ITS – Last question. Any plans for re-releases of your first two landmark underground features, No Skin Off My Ass and Super 8 ½, since they’ve been out of circulation for so long? I remember renting a video tape of No Skin Off My Ass from Suspect Video in Toronto (rest in peace) years back that they had said you personally donated to them.

BLB – Yes, I did. Part of the problem with those two films was that I never got music rights for either of them, making them a little difficult to distribute. A distributor in France a few years ago put out a box set of my first three films and every once in a while somebody will put out a box set in a different region. But you know, I don’t really mind that they’re inaccessible, to be honest.

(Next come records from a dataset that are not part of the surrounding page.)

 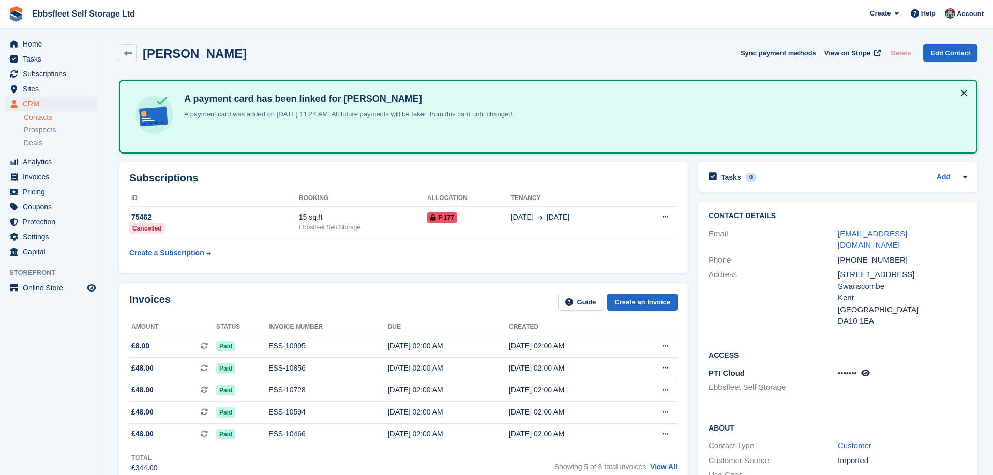 I want to click on h2: Invoices, so click(x=150, y=302).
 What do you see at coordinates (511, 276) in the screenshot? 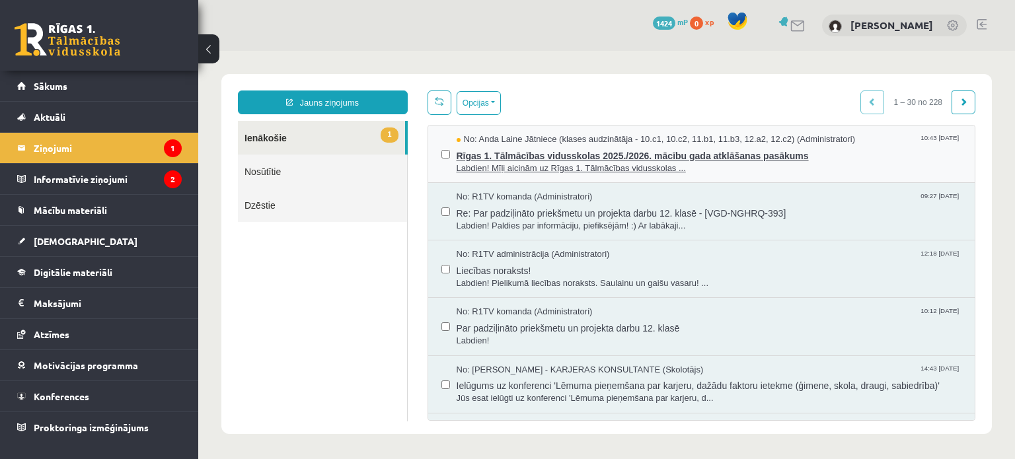
I see `span: Par padziļināto priekšmetu un projekta darbu 12. klasē` at bounding box center [511, 276].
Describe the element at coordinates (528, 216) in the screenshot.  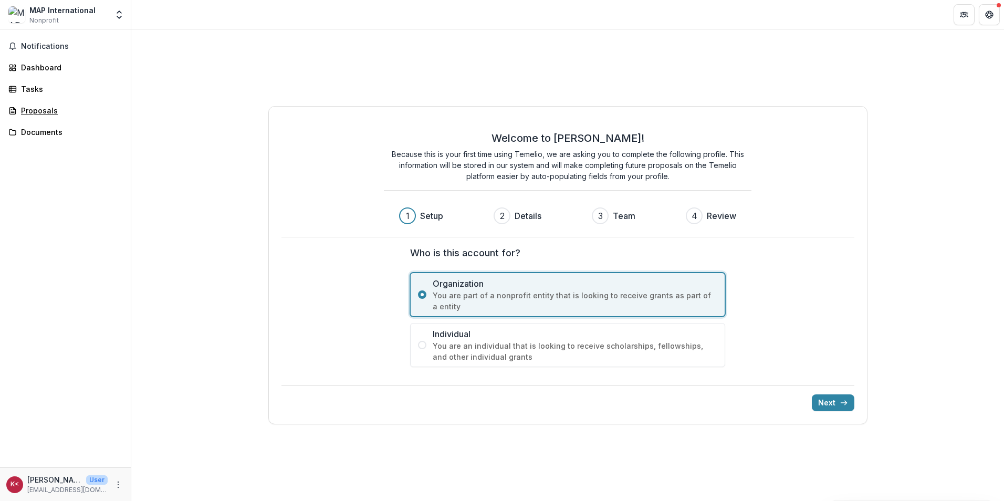
I see `h3: Details` at that location.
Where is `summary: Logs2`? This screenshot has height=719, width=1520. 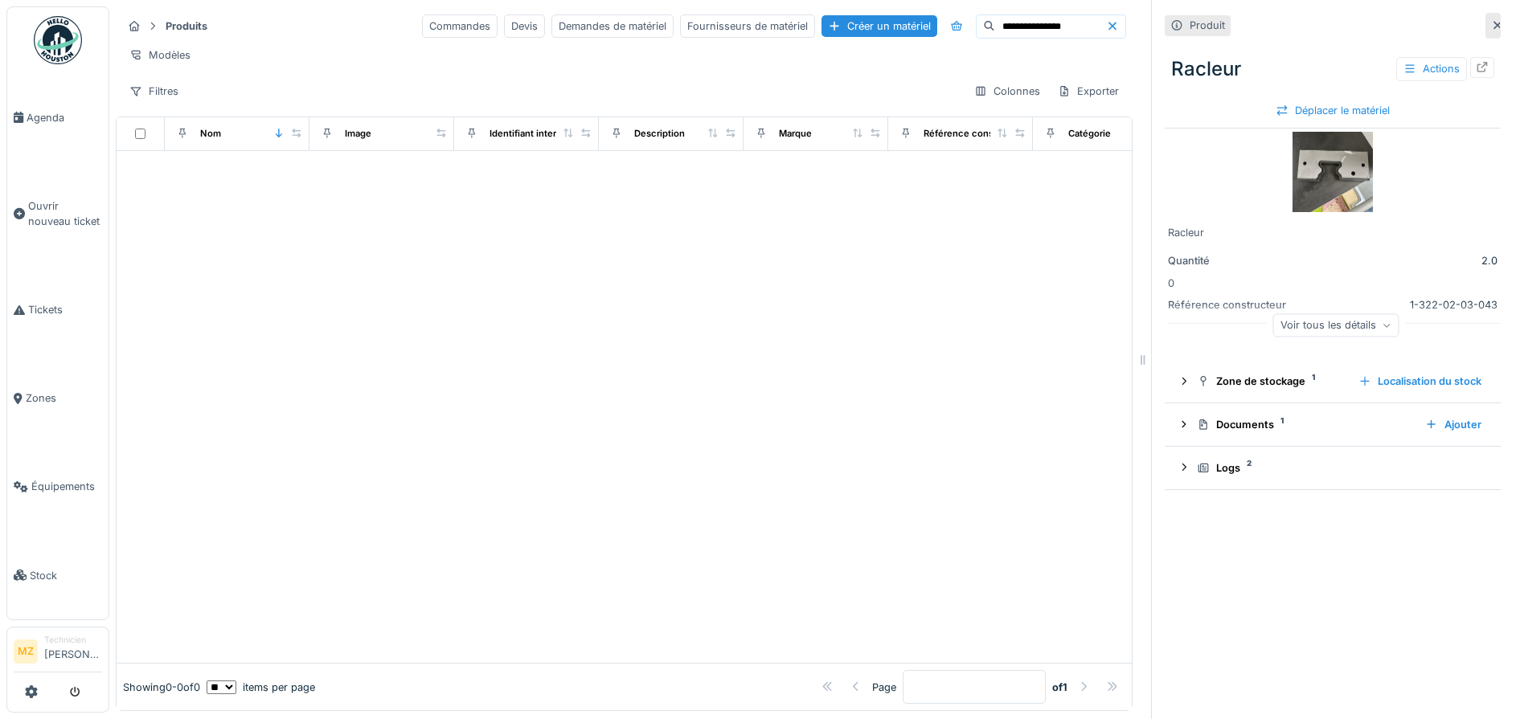
summary: Logs2 is located at coordinates (1332, 468).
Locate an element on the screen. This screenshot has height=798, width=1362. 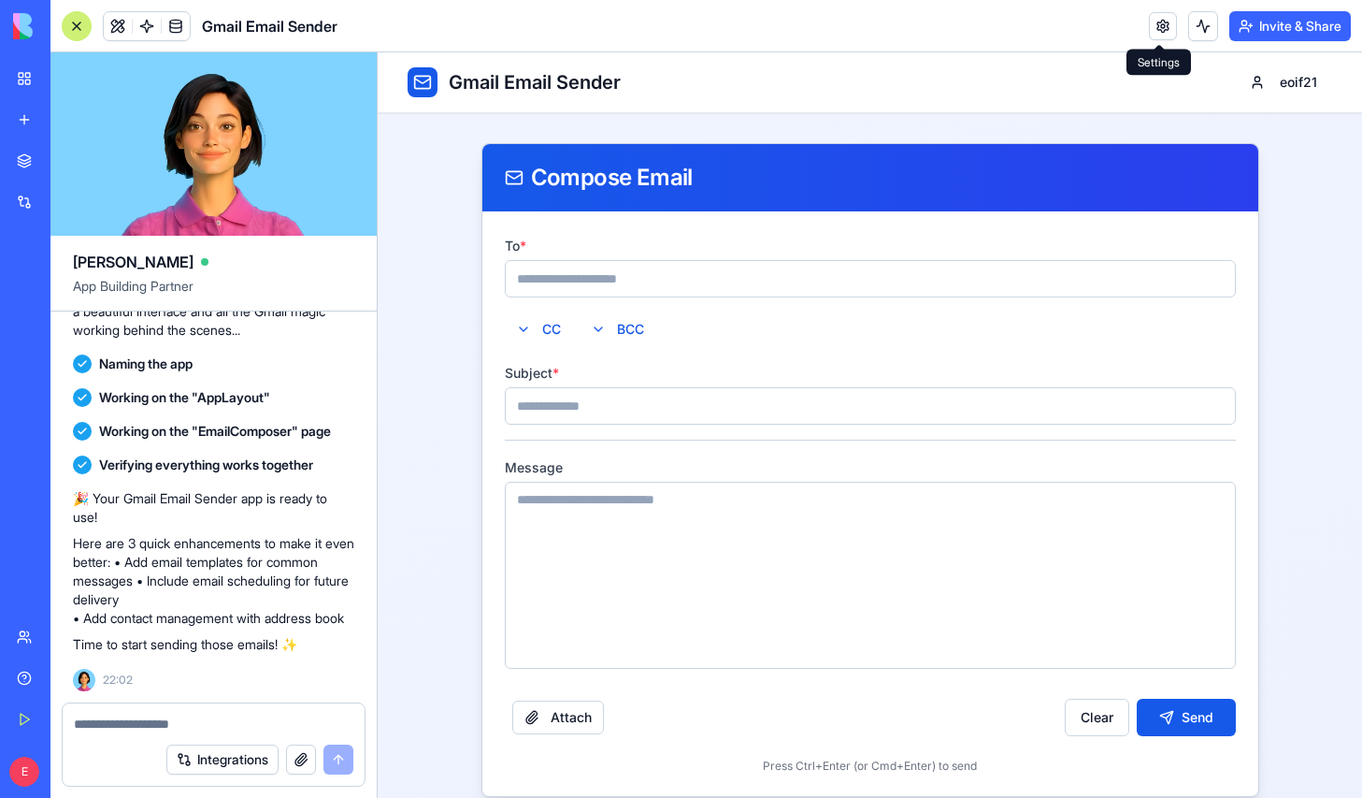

I kind of miss the idea of the underground. I think it’s better to be underground and not be able to find something than to have your movie sitting in a bargain bin and ending up like some disposable piece of trash selling for 50 cents. There’s a certain romance to the unavailability.

ITS – It does kind of add to the mystique of it. I was always fascinating by the fact that Kurt Cobain said No Skin Off My Ass was his favorite film of all time. Is that actually true or was that blown out of proportion?

BLB – I think that’s been a little exaggerated. He definitely watched it when it came out and said that he loved it, though. I know that.

This post was written by
After his childhood dream of playing for the Mighty Ducks fell through, Mark turned his focus to the glitz and glamour of the movies. He's covered the extensive Toronto film scene for online outlets and is a filmmaker himself, currently putting the final touches on a low-budget (okay, no-budget) short film to be released in the near future. You can also find him behind the counter as product manager of Toronto's venerable film institution, Bay Street Video.